There comes a point when one has to throw up one's hands and declare, "I just don't get it". And here's me, and here's director Asif Kapadia, and I just don't get it. His widely-celebrated 2010 documentary Senna was on a subject that I hold personally dear - Formula 1 racing - and I could barely scrounge up any interest. His new film, Amy, is even more celebrated, and now that the subject is one I'm not attached to at all - the life and decline and tragic, drawn-out, heavily foreshadowed death of Amy Winehouse - I'm disengaged from it entirely. It exists. It uses editing techniques effectively. I think it is fair to describe it as a "movie".

It's also tawdry as a motherfucker, deciding right from the onset that the really important thing about Winehouse was how she died at a disturbingly young age due to the effects of non-stop drug use. It is the perfect documentary for an age of leering, intrusive celebrity culture, and enthusiastic, gossipy prurience masquerading behind a sad-faced mask of "oh how tragic". Watching it made me feel like I'd been covered in a light misting of sewage, without even digging into the issue noted by Glenn Dunks, my colleague at the Film Experience, that this is a posthumous violation of Winehouse's privacy that she would have certainly resented.

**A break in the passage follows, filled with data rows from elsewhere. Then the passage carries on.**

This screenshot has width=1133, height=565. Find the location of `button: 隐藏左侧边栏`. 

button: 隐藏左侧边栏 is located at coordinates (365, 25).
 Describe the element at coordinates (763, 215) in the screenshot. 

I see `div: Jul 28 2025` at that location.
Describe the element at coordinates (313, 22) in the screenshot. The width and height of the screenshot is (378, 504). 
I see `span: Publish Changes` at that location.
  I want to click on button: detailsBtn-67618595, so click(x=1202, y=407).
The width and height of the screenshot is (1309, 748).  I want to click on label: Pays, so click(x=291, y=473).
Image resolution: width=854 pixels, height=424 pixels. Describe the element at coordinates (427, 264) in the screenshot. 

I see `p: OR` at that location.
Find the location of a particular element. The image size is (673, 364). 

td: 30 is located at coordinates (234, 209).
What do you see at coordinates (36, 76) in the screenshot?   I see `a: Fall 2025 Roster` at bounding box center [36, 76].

So anyway, we have here a film that is fixated on its gloomy endpoint, and allows that to overshadow absolutely every little moment that it depicts. So that's problem #1. Problem #2 is that Kapadia's aesthetic, here as in Senna, is something of a fake-out: he famously uses only stock footage, resulting in films that are a combination of montage and archive, with new audio recordings layered over them. Structurally, it's still just a talking-heads documentary, it just happens to lack actual talking heads. Innovative it's not, and the combination of footage and sound is frequently arbitrary, like he's so committed to the "only stock footage" game that he just wants to find anything that's not images of his subjects talking. It probably doesn't help matters that I saw Amy literally within hours of watching Esfir Shub's rhetorically masterful The Fall of the Romanov Dynasty from 1927, the film that invented and then perfected the genre of documentaries constructed entirely from archival footage. These unfortunate coincidences sometimes just happen.

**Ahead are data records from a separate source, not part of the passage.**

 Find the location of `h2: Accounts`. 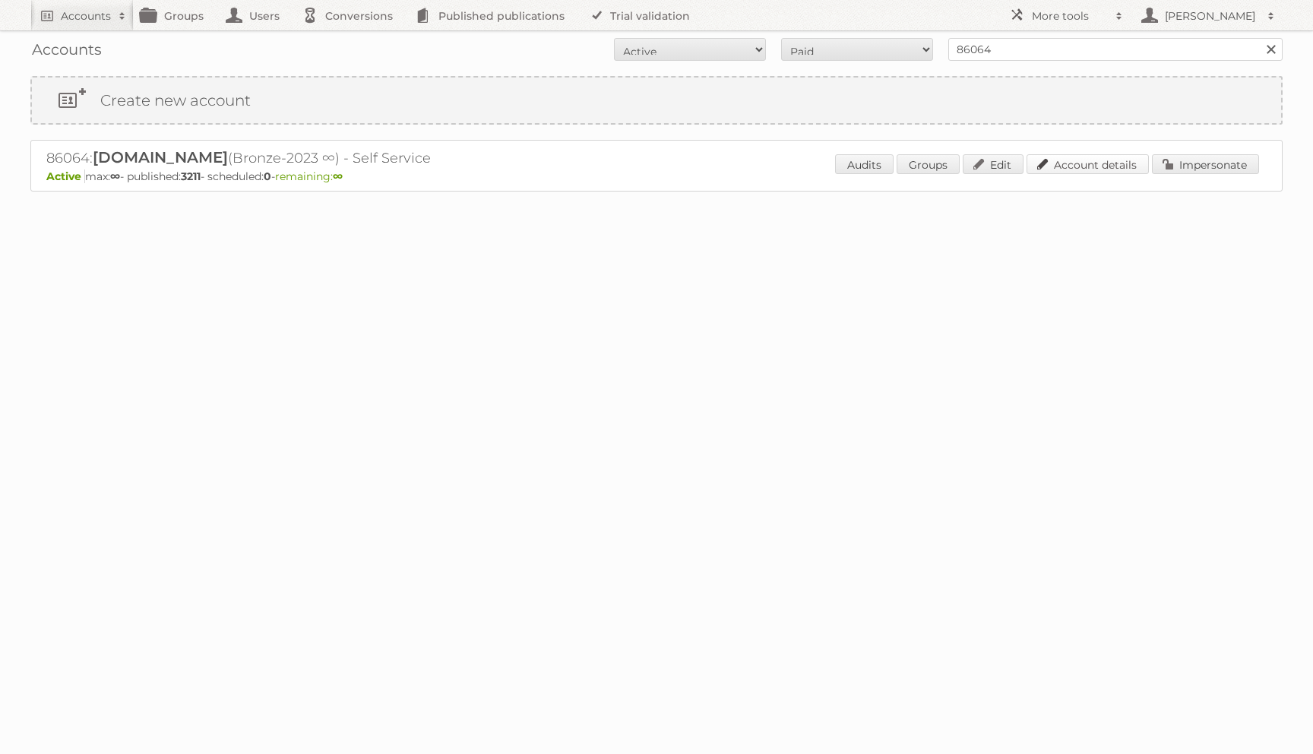

h2: Accounts is located at coordinates (86, 16).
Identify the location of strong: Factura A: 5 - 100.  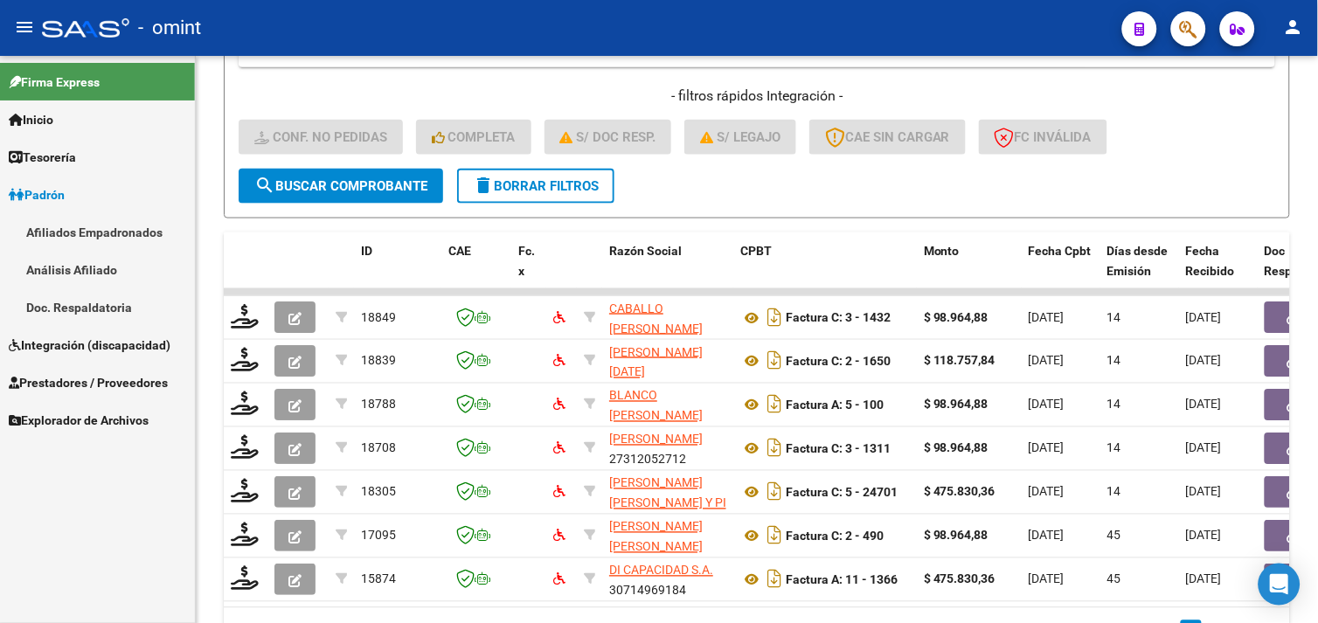
(835, 405).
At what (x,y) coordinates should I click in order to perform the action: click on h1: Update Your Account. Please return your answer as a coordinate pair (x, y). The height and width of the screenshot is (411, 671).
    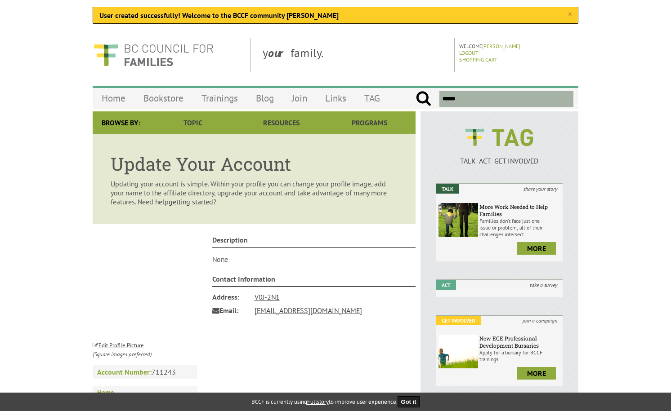
    Looking at the image, I should click on (254, 164).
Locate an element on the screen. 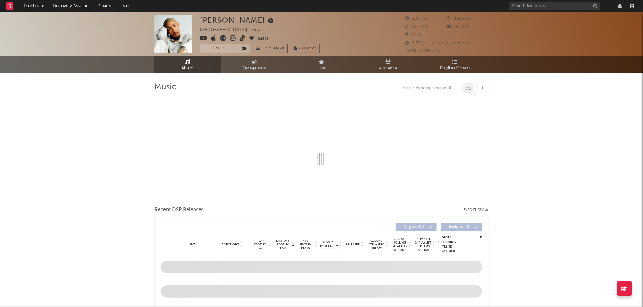  button: Track is located at coordinates (219, 49).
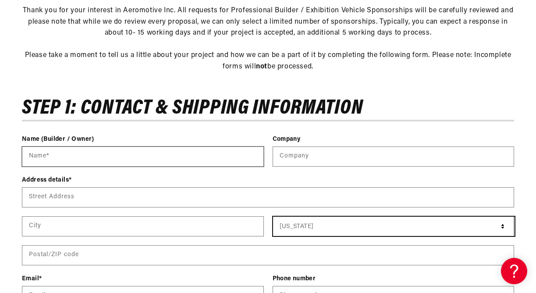  What do you see at coordinates (393, 278) in the screenshot?
I see `div: Phone number` at bounding box center [393, 278].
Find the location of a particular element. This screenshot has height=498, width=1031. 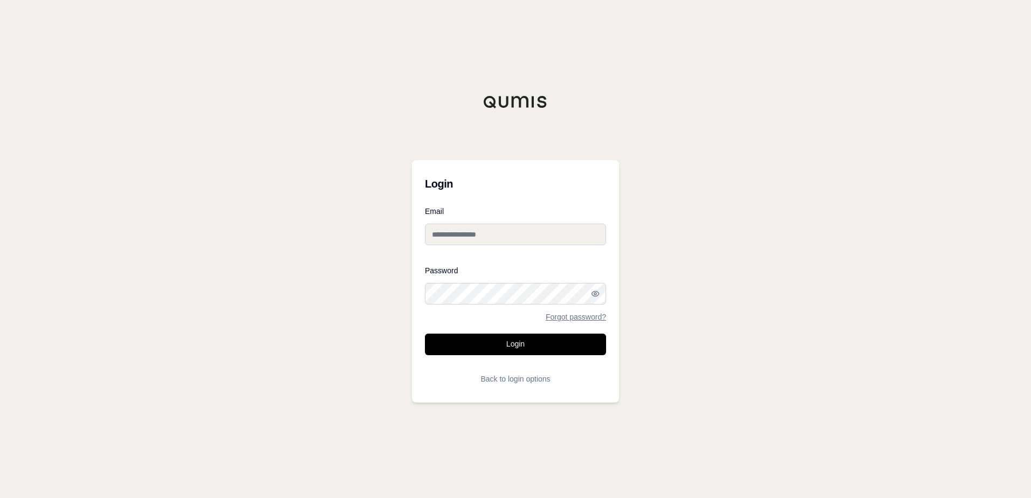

The good news about Amy, since it has to have some, is that the footage Kapadia and editor Chris King have assembled for our delectation is generally interesting, and frequently astonishing and insightful. Particularly in the early going, when we're still seeing Winehouse in the early, uncertain part of her career. The raw force of her musical performances, even in the most casual, crude settings, is captivating, even with the distracting, thoroughly unnecessary addition of onscreen lyrics. Amy makes the argument for Winehouse as an inherently powerful, magnetic performer extremely well, though arguably through no fault of its own. Its overriding need to also make her out to be a broken down tragic figure goes much worse for it, however, and the film is much more of a tasteless eulogy than a legitimate tribute.